Instructor: [00:00] Let's say you are on a network connection which is blocking access to a specific website. You can easily get around this with an SSH tunnel and local port forwarding. The -L flag is what tells SSH to open a local tunnel.

[00:16] The value of this flag is the local port you wish to use for the tunnel, followed by a colon, followed by the website host you wish to access, followed by a colon, and finally, the value of the port you wish forwarded.

[00:29] In this example, you will forward the local port 8000 over to yahoo.com on port 80 of the remote host. Lastly, specify the SSH server you wish to tunnel the connection through. This is the server where the final request will be passed through.

[00:48] When you try to access yahoo.com on your local machine, what happens here is that the request on port 8000 under local machine is being passed to the remote host, and then to yahoo.com on port 80 of the remote host. The result is then forwarded back to our local port and host.

[01:07] You can use this method to get around intranet firewalls, as well as connecting to blocked remote services.

[01:13] Note that the SSH tunnel is keeping the terminal window open. If you specify a -f flag, it tells SSH to run in the background, and a -N does not open a shell window. Since the SSH tunnel runs in the background, you can look up the process by using ps aux, piped to grep, followed by SSH or the port or the tunnel.

[01:40] To kill the tunnel, use the kill command, followed by the ID of the running process.

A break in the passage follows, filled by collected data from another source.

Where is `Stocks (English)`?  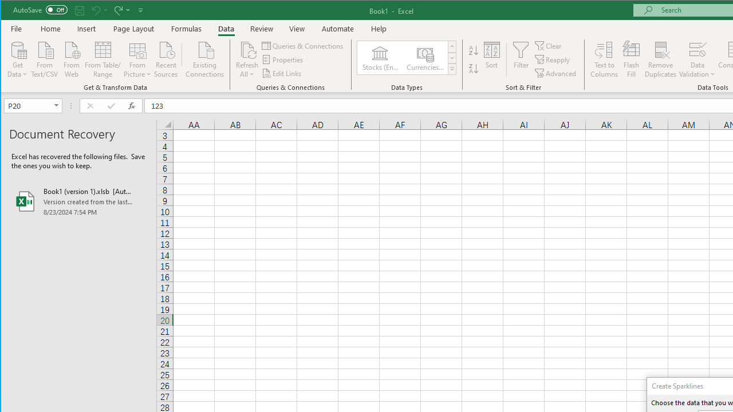 Stocks (English) is located at coordinates (380, 57).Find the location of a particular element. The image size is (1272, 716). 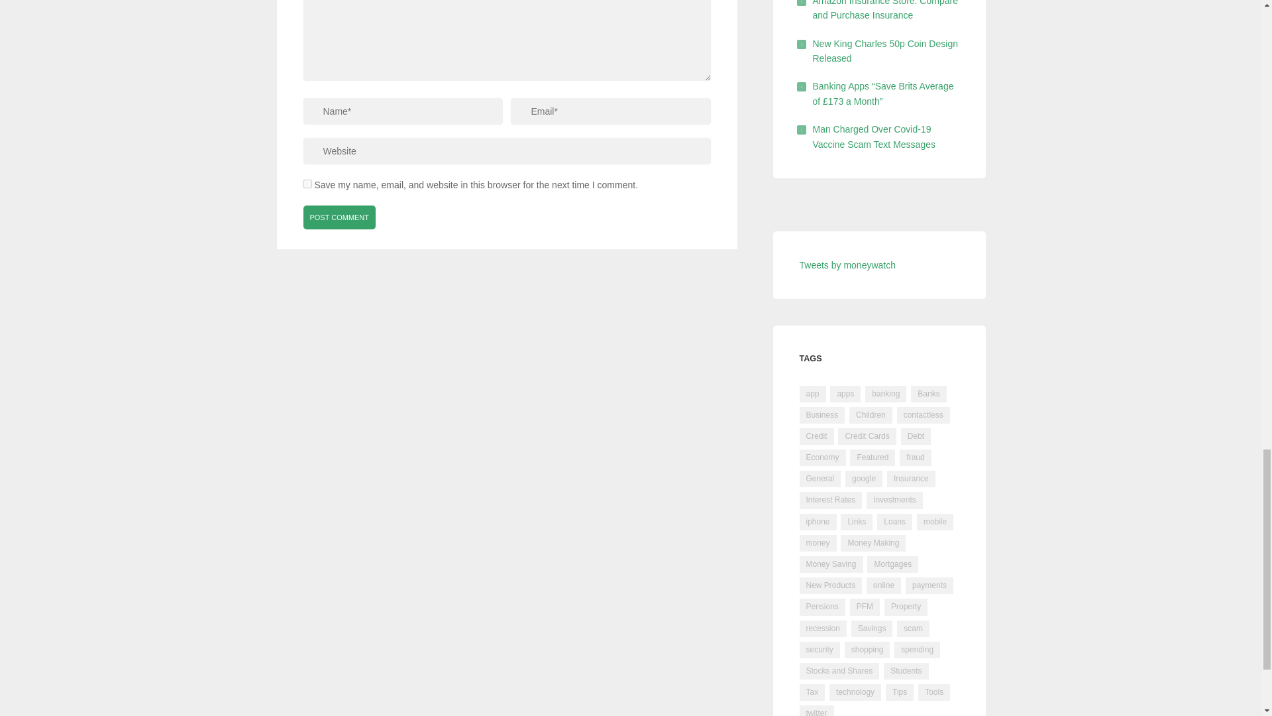

Post Comment is located at coordinates (340, 217).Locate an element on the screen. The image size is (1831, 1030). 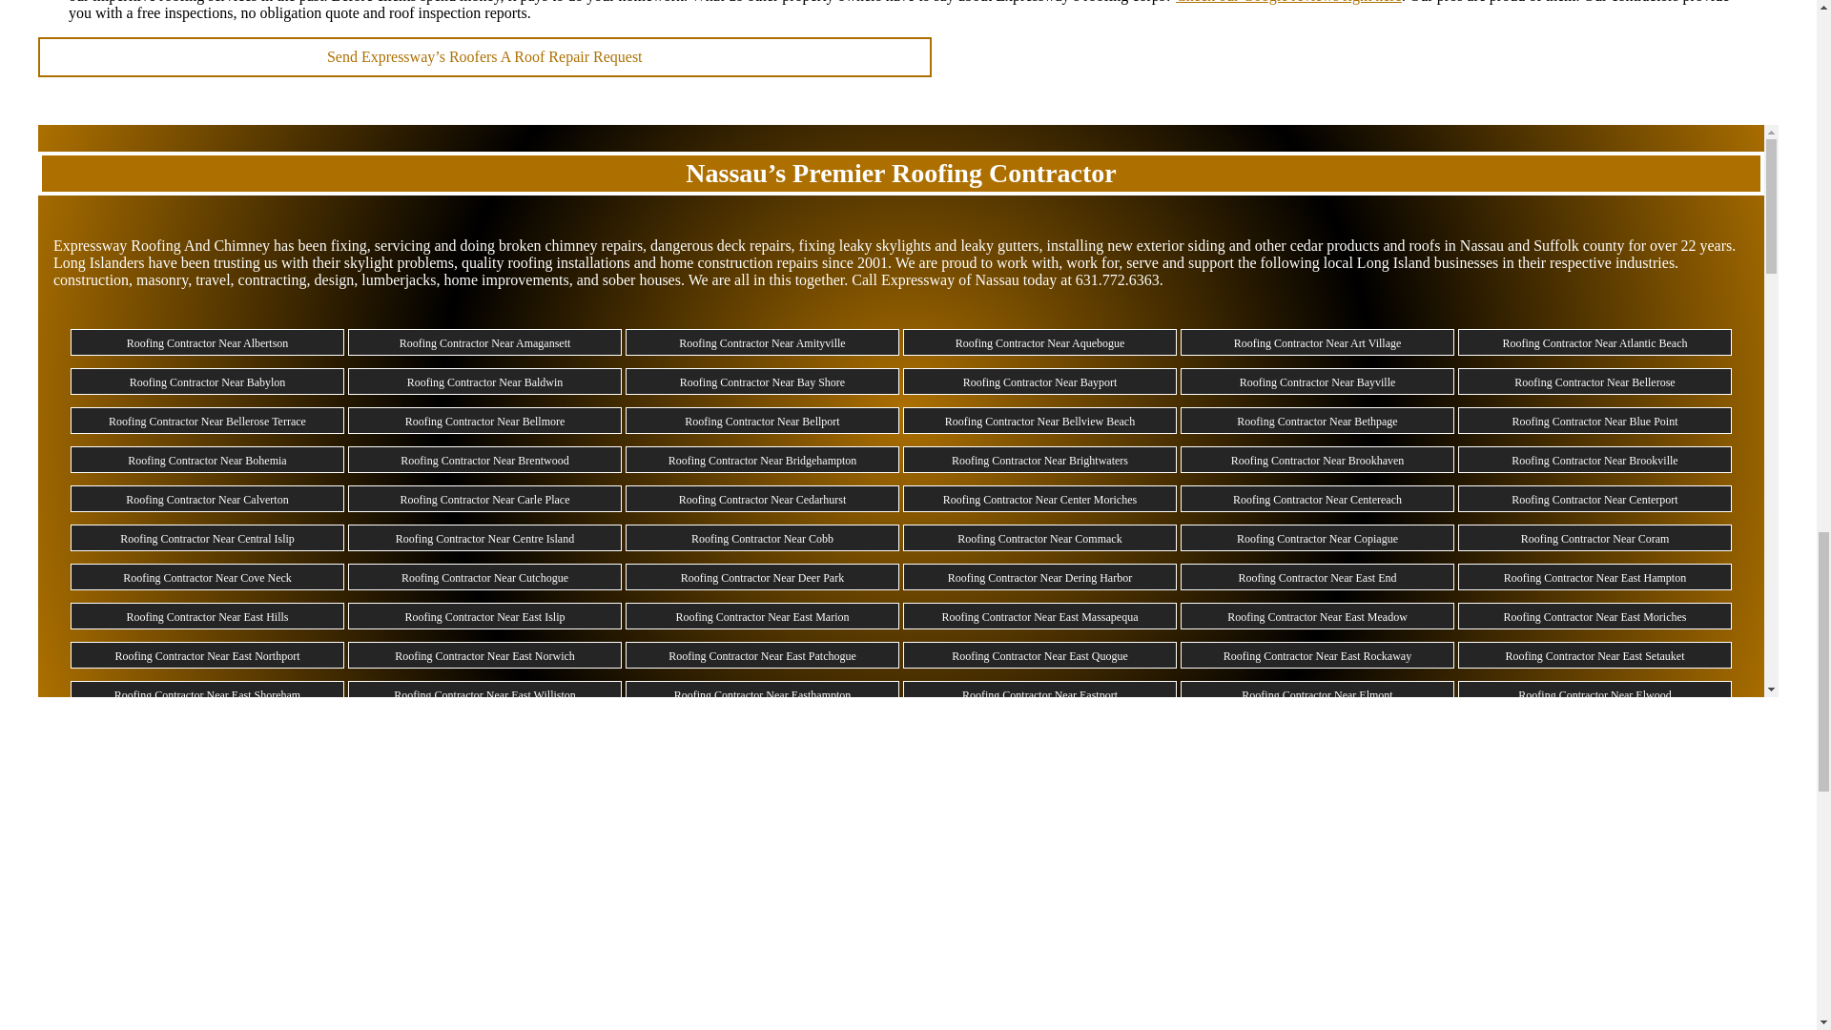
skylight problems is located at coordinates (399, 262).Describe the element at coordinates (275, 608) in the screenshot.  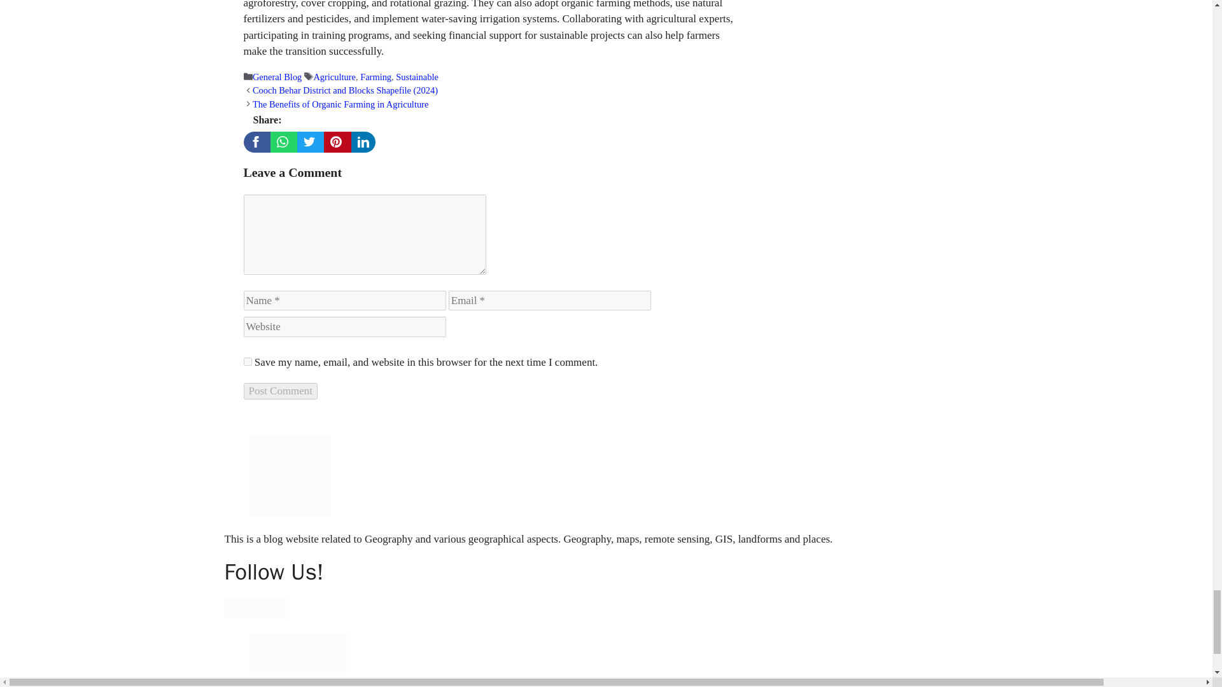
I see `Follow Us on YouTube` at that location.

[01:46] Another way to use SSH tunnels is to forward remote ports. This will forward connections on a remote host back to our local host machine. This is useful if a user wants to access your local host machine but, for one reason or another, is unable to connect directly to it.

[02:05] Note that remote port forwarding is disabled on SSH servers by default, so you need to edit the SSH t config file. It is typically located at /etc/ssh/ssht_config. Once open, set the gateway ports configuration value to yes, then restart the SSH server by running service ssh restart.

[02:34] The command to establish an SSH tunnel is similar to before, but you use a -R flag rather than a -L flag. The first value defined is the port you wish to listen to on the remote host. Port 8000, followed by localhost, followed by the local port that requests should be forwarded to, in this case, 3000.

[02:57] Then, of course, specify the SSH connection string of the remote host to use for the connection. Now if you load that URL on the remote host or IP on port 8000, it will tunnel requests to port 3000 on a local machine.